Why? Well, because Santorum thinks that the gay lifestyle doesn’t reflect Judeo-Christian values, and he thinks that the values of all Americans should be reflected in laws which are based only on that religious foundation. Allowing you to marry...well, that would “destabilize the American family”.
In other words, Santorum put forth a crock of complete and utter shit to defend his bias against gay people:
“People should have the right to live the life they want to lead. But that doesn't mean that we have to adopt as matters of public policy, policies that change the basic value structure of our country to accommodate that lifestyle, if you will.
And, so, I've always said, you know, look, I've had people who actually worked for me who were gays, and they did their job like anybody else, and we were able to work together and we did work together. So, it's not a problem.

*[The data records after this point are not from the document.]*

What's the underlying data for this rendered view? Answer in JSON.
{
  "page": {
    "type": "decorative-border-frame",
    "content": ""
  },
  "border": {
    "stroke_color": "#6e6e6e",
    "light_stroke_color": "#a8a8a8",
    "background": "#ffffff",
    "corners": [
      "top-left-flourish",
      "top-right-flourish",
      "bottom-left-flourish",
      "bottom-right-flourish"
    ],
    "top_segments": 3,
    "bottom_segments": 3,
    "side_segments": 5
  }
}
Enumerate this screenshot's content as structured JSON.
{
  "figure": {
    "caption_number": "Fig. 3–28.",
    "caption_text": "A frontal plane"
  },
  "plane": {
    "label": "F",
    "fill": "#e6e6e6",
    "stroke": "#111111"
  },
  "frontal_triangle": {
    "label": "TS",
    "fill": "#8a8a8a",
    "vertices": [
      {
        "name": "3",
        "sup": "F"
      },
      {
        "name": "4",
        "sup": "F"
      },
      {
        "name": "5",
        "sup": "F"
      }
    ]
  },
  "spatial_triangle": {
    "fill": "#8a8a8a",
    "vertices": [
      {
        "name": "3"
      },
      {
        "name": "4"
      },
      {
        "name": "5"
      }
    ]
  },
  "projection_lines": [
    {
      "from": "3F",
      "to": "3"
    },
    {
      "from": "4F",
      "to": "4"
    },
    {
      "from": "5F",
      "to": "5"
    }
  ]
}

I'm against discrimination for people who should not be discriminated against because of their sexual orientation. If they can, and do their job, they should. But that doesn't mean that we should change the laws of this country......to destabilize the American family, to change the way we look at religious liberty in this country, to accommodate a different value structure.
It's not about them, it's about values. It's about what America's basic moral American values should be that would be reflected in the laws.

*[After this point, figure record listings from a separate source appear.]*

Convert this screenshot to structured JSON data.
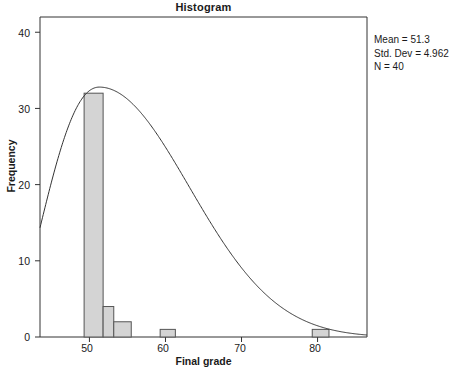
{
  "chart_data": {
    "type": "bar",
    "title": "Histogram",
    "xlabel": "Final grade",
    "ylabel": "Frequency",
    "xlim": [
      43.5,
      86.5
    ],
    "ylim": [
      0,
      42
    ],
    "grid": false,
    "legend": "none",
    "bin_width": 2.5,
    "categories": [
      "50",
      "52.5",
      "55",
      "60",
      "80"
    ],
    "bin_starts": [
      49.3,
      51.8,
      53.2,
      59.3,
      79.3
    ],
    "bin_ends": [
      51.8,
      53.2,
      55.5,
      61.3,
      81.5
    ],
    "values": [
      32,
      4,
      2,
      1,
      1
    ],
    "xticks": [
      50,
      60,
      70,
      80
    ],
    "yticks": [
      0,
      10,
      20,
      30,
      40
    ],
    "overlay": {
      "type": "normal-curve",
      "mean": 51.3,
      "std_dev": 4.962,
      "n": 40,
      "peak_frequency": 32.8
    },
    "annotations": [
      "Mean = 51.3",
      "Std. Dev = 4.962",
      "N = 40"
    ],
    "colors": {
      "bar_fill": "#d4d4d4",
      "bar_edge": "#555555",
      "axis": "#333333",
      "curve": "#333333",
      "text": "#1a1a1a"
    }
  },
  "stats": {
    "mean": "Mean = 51.3",
    "std_dev": "Std. Dev = 4.962",
    "n": "N = 40"
  },
  "yticks": [
    {
      "label": "40"
    },
    {
      "label": "30"
    },
    {
      "label": "20"
    },
    {
      "label": "10"
    },
    {
      "label": "0"
    }
  ],
  "xticks": [
    {
      "label": "50"
    },
    {
      "label": "60"
    },
    {
      "label": "70"
    },
    {
      "label": "80"
    }
  ]
}
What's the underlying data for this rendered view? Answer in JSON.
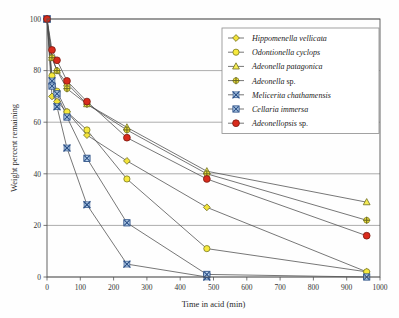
{
  "chart_data": {
    "type": "line",
    "title": "",
    "xlabel": "Time in acid (min)",
    "ylabel": "Weight percent remaining",
    "xlim": [
      0,
      1000
    ],
    "ylim": [
      0,
      100
    ],
    "xticks": [
      0,
      100,
      200,
      300,
      400,
      500,
      600,
      700,
      800,
      900,
      1000
    ],
    "yticks": [
      0,
      20,
      40,
      60,
      80,
      100
    ],
    "grid": "horizontal",
    "legend_position": "top-right",
    "series": [
      {
        "name": "Hippomenella vellicata",
        "italic": true,
        "marker": "diamond",
        "marker_fill": "#f2e23a",
        "marker_stroke": "#6b6b20",
        "x": [
          0,
          15,
          30,
          60,
          120,
          240,
          480,
          960
        ],
        "y": [
          100,
          70,
          68,
          64,
          55,
          45,
          27,
          2
        ]
      },
      {
        "name": "Odontionella cyclops",
        "italic": true,
        "marker": "circle",
        "marker_fill": "#f7e93d",
        "marker_stroke": "#7a7a22",
        "x": [
          0,
          15,
          30,
          60,
          120,
          240,
          480,
          960
        ],
        "y": [
          100,
          78,
          72,
          64,
          57,
          38,
          11,
          2
        ]
      },
      {
        "name": "Adeonella patagonica",
        "italic": true,
        "marker": "triangle",
        "marker_fill": "#f6ec55",
        "marker_stroke": "#6d6d22",
        "x": [
          0,
          15,
          30,
          60,
          120,
          240,
          480,
          960
        ],
        "y": [
          100,
          85,
          80,
          75,
          67,
          58,
          41,
          29
        ]
      },
      {
        "name": "Adeonella sp.",
        "italic_prefix": "Adeonella",
        "suffix": " sp.",
        "marker": "plus",
        "marker_fill": "#f4e43c",
        "marker_stroke": "#6b6b20",
        "x": [
          0,
          15,
          30,
          60,
          120,
          240,
          480,
          960
        ],
        "y": [
          100,
          85,
          80,
          73,
          67,
          57,
          40,
          22
        ]
      },
      {
        "name": "Melicerita chathamensis",
        "italic": true,
        "marker": "x-small",
        "marker_fill": "#bcd6ef",
        "marker_stroke": "#2b4f86",
        "x": [
          0,
          15,
          30,
          60,
          120,
          240,
          480
        ],
        "y": [
          100,
          76,
          66,
          50,
          28,
          5,
          0
        ]
      },
      {
        "name": "Cellaria immersa",
        "italic": true,
        "marker": "x-box",
        "marker_fill": "#bcd6ef",
        "marker_stroke": "#2b4f86",
        "x": [
          0,
          15,
          30,
          60,
          120,
          240,
          480,
          960
        ],
        "y": [
          100,
          74,
          71,
          62,
          46,
          21,
          1,
          0
        ]
      },
      {
        "name": "Adeonellopsis sp.",
        "italic_prefix": "Adeonellopsis",
        "suffix": " sp.",
        "marker": "circle-red",
        "marker_fill": "#d92b1c",
        "marker_stroke": "#7a1a10",
        "x": [
          0,
          15,
          30,
          60,
          120,
          240,
          480,
          960
        ],
        "y": [
          100,
          88,
          84,
          76,
          68,
          54,
          38,
          16
        ]
      }
    ]
  },
  "legend": {
    "entries": [
      {
        "label_italic": "Hippomenella vellicata",
        "label_plain": ""
      },
      {
        "label_italic": "Odontionella cyclops",
        "label_plain": ""
      },
      {
        "label_italic": "Adeonella patagonica",
        "label_plain": ""
      },
      {
        "label_italic": "Adeonella",
        "label_plain": " sp."
      },
      {
        "label_italic": "Melicerita chathamensis",
        "label_plain": ""
      },
      {
        "label_italic": "Cellaria immersa",
        "label_plain": ""
      },
      {
        "label_italic": "Adeonellopsis",
        "label_plain": " sp."
      }
    ]
  },
  "colors": {
    "yellow": "#f2e23a",
    "red": "#d92b1c",
    "blue": "#2b4f86",
    "grid": "#8a8a8a",
    "axis": "#555555"
  }
}
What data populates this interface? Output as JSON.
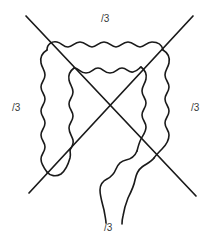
{
  "figure": {
    "stroke_color": "#1a1a1a",
    "background_color": "#ffffff",
    "stroke_width": 1.6
  },
  "labels": {
    "top": "/3",
    "left": "/3",
    "right": "/3",
    "bottom": "/3",
    "text_color": "#3a3a3a"
  },
  "annotations": {
    "diagonal_1": "top-left to bottom-right",
    "diagonal_2": "top-right to bottom-left",
    "crossing_point_x": 110,
    "crossing_point_y": 113
  }
}
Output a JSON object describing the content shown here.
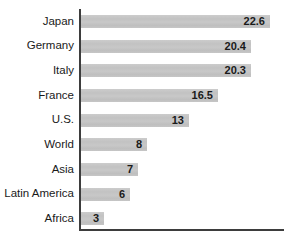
{
  "chart_data": {
    "type": "bar",
    "orientation": "horizontal",
    "title": "",
    "xlabel": "",
    "ylabel": "",
    "categories": [
      "Japan",
      "Germany",
      "Italy",
      "France",
      "U.S.",
      "World",
      "Asia",
      "Latin America",
      "Africa"
    ],
    "values": [
      22.6,
      20.4,
      20.3,
      16.5,
      13,
      8,
      7,
      6,
      3
    ],
    "value_labels": [
      "22.6",
      "20.4",
      "20.3",
      "16.5",
      "13",
      "8",
      "7",
      "6",
      "3"
    ],
    "xlim": [
      0,
      24.3
    ],
    "grid": false,
    "legend": null,
    "value_label_position": "inside-end",
    "bar_color": "#c4c4c4",
    "text_color": "#1a1a1a",
    "axis_color": "#3d3d3d",
    "background_color": "#ffffff"
  }
}
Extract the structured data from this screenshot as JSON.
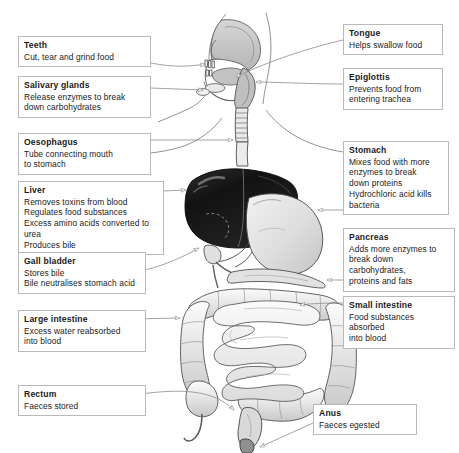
{
  "diagram": {
    "type": "labelled anatomical diagram",
    "background_color": "#ffffff",
    "box_border_color": "#b9b9b9",
    "leader_line_color": "#8c8c8c",
    "organ_colors": {
      "liver": "#171717",
      "stomach": "#d8d8d8",
      "intestine": "#e4e4e4",
      "outline": "#555555",
      "head_tissue": "#c9c9c9"
    }
  },
  "callouts": [
    {
      "id": "teeth",
      "title": "Teeth",
      "lines": [
        "Cut, tear and grind food"
      ],
      "side": "left"
    },
    {
      "id": "salivary-glands",
      "title": "Salivary glands",
      "lines": [
        "Release enzymes to break",
        "down carbohydrates"
      ],
      "side": "left"
    },
    {
      "id": "oesophagus",
      "title": "Oesophagus",
      "lines": [
        "Tube connecting mouth",
        "to stomach"
      ],
      "side": "left"
    },
    {
      "id": "liver",
      "title": "Liver",
      "lines": [
        "Removes toxins from blood",
        "Regulates food substances",
        "Excess amino acids converted to urea",
        "Produces bile"
      ],
      "side": "left"
    },
    {
      "id": "gall-bladder",
      "title": "Gall bladder",
      "lines": [
        "Stores bile",
        "Bile neutralises stomach acid"
      ],
      "side": "left"
    },
    {
      "id": "large-intestine",
      "title": "Large intestine",
      "lines": [
        "Excess water reabsorbed",
        "into blood"
      ],
      "side": "left"
    },
    {
      "id": "rectum",
      "title": "Rectum",
      "lines": [
        "Faeces stored"
      ],
      "side": "left"
    },
    {
      "id": "tongue",
      "title": "Tongue",
      "lines": [
        "Helps swallow food"
      ],
      "side": "right"
    },
    {
      "id": "epiglottis",
      "title": "Epiglottis",
      "lines": [
        "Prevents food from",
        "entering trachea"
      ],
      "side": "right"
    },
    {
      "id": "stomach",
      "title": "Stomach",
      "lines": [
        "Mixes food with more",
        "enzymes to break",
        "down proteins",
        "Hydrochloric acid kills",
        "bacteria"
      ],
      "side": "right"
    },
    {
      "id": "pancreas",
      "title": "Pancreas",
      "lines": [
        "Adds more enzymes to",
        "break down carbohydrates,",
        "proteins and fats"
      ],
      "side": "right"
    },
    {
      "id": "small-intestine",
      "title": "Small intestine",
      "lines": [
        "Food substances absorbed",
        "into blood"
      ],
      "side": "right"
    },
    {
      "id": "anus",
      "title": "Anus",
      "lines": [
        "Faeces egested"
      ],
      "side": "right"
    }
  ]
}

And so, I've taken the position that the moral values reflected in the laws should be the moral values that built this country, which is the Judeo-Christian values, and that the laws should try as much as possible to comport with the higher law and also should comport with what reason would dictate. And what reason dictates is that children need mothers and fathers. … Some say well, through technology, same-sex couples can have children. Well they can, through either adoption, or artificial insemination…but they don’t get the mother and a father.”
Watch:
From a December 6, 2011 talk he gave to a crowd in Spencer Iowa, during the Republican primaries - election 2012.

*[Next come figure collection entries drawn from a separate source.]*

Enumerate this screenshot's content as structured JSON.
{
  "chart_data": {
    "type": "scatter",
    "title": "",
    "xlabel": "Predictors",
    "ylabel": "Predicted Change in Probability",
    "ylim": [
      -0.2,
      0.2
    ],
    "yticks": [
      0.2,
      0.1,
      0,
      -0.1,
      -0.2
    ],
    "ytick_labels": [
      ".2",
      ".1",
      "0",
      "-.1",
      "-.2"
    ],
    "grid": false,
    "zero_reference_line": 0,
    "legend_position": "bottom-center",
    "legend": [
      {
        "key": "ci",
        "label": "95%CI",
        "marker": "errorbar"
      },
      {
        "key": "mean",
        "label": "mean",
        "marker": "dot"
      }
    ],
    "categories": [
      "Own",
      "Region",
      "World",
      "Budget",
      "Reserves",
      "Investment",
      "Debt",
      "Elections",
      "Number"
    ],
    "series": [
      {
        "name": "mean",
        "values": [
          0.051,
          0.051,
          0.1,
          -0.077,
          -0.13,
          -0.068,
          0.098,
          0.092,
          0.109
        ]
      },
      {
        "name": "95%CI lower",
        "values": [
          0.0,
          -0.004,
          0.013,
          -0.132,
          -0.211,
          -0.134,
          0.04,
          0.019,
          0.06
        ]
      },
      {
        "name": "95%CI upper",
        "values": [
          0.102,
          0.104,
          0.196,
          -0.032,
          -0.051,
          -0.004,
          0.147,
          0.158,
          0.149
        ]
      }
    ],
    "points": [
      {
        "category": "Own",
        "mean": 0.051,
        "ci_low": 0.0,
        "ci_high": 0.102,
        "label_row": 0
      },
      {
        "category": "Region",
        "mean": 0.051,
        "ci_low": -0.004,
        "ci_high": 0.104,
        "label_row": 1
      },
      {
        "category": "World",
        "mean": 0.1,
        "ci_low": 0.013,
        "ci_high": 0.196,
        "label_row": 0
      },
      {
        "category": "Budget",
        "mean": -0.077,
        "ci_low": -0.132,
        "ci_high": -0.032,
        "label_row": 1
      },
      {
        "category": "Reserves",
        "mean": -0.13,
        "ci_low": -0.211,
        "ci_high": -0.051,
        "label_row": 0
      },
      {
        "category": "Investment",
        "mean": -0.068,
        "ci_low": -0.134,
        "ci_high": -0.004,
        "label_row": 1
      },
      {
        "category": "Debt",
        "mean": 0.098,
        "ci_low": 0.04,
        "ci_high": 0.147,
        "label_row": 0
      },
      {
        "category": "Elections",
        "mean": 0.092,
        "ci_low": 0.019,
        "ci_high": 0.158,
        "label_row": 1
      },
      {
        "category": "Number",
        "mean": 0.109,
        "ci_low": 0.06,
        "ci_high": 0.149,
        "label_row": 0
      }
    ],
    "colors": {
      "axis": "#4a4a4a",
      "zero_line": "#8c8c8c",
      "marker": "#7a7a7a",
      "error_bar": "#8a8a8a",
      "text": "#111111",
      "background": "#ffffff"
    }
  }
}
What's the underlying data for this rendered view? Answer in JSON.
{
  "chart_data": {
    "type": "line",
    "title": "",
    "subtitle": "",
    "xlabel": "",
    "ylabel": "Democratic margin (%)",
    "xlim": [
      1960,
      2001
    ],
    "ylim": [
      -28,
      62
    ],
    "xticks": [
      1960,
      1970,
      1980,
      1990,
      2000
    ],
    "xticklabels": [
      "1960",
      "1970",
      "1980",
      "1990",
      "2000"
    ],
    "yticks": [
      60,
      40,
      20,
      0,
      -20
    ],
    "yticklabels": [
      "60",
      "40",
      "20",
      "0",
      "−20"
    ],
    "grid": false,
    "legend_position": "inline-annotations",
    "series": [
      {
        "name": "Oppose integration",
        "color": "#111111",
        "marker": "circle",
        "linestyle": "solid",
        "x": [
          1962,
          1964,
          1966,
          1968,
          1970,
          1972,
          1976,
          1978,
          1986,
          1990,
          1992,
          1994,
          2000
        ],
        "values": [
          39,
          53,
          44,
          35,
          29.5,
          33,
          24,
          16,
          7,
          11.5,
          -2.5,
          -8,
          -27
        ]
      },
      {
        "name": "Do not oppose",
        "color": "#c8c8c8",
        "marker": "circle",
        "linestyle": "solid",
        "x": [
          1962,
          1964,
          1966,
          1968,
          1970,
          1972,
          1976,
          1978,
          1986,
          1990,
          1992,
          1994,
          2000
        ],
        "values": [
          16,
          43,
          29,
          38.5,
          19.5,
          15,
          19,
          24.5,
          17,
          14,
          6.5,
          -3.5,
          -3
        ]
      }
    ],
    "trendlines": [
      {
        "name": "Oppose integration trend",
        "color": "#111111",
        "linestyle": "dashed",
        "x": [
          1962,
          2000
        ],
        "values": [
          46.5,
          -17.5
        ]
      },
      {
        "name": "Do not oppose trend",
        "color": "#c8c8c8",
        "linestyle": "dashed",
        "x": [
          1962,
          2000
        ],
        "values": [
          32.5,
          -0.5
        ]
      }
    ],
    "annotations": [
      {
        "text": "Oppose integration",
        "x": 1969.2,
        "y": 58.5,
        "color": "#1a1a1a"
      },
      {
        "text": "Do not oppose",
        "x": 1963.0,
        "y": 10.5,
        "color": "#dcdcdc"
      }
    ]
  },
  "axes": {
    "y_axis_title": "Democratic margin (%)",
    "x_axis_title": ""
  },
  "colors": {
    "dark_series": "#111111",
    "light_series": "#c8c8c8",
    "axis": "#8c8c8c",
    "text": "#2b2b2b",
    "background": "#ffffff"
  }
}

From the Archives, I originally published this piece last summer, but felt it deserved a second publication since Rick Santorum has become competitive in the race for the Republican presidential nomination.
Regarding the “miscarriage” of Karen Santorum in the 1990s, Karen and Rick Santorum have said that they did not induce labor. However, Karen Santorum said she would have induced labor if it were necessary. From Santorum's account of her second trimester pregnancy, by Steve Goldstein, Philadelphia Inquirer, May 4, 1997:
Karen, a soft-spoken red-haired 37-year-old, said that “ultimately” she would have agreed to intervention for the sake of her other children.
“If the physician came to me and said if we don’t deliver your baby in one hour you will be dead, yeah, I would have to do it. But for me, it was at the very end. I would never make a decision like that until all other means had been thoroughly exhausted.”
The fetus was delivered at 20 weeks, at least a month shy of what most doctors consider viability.
So, according to Rick and Karen Santorum, it was purportedlynot induced. However, Karen Santorum admits that she would have allowed it to be induced if necessary, thus making a choice that Rick Santorum seeks to deny to other women.
Indeed, if Rick Santorum has his way, abortion will be criminalized, and the same procedure that Karen Santorum would have had to save her life, will not be available to you or I.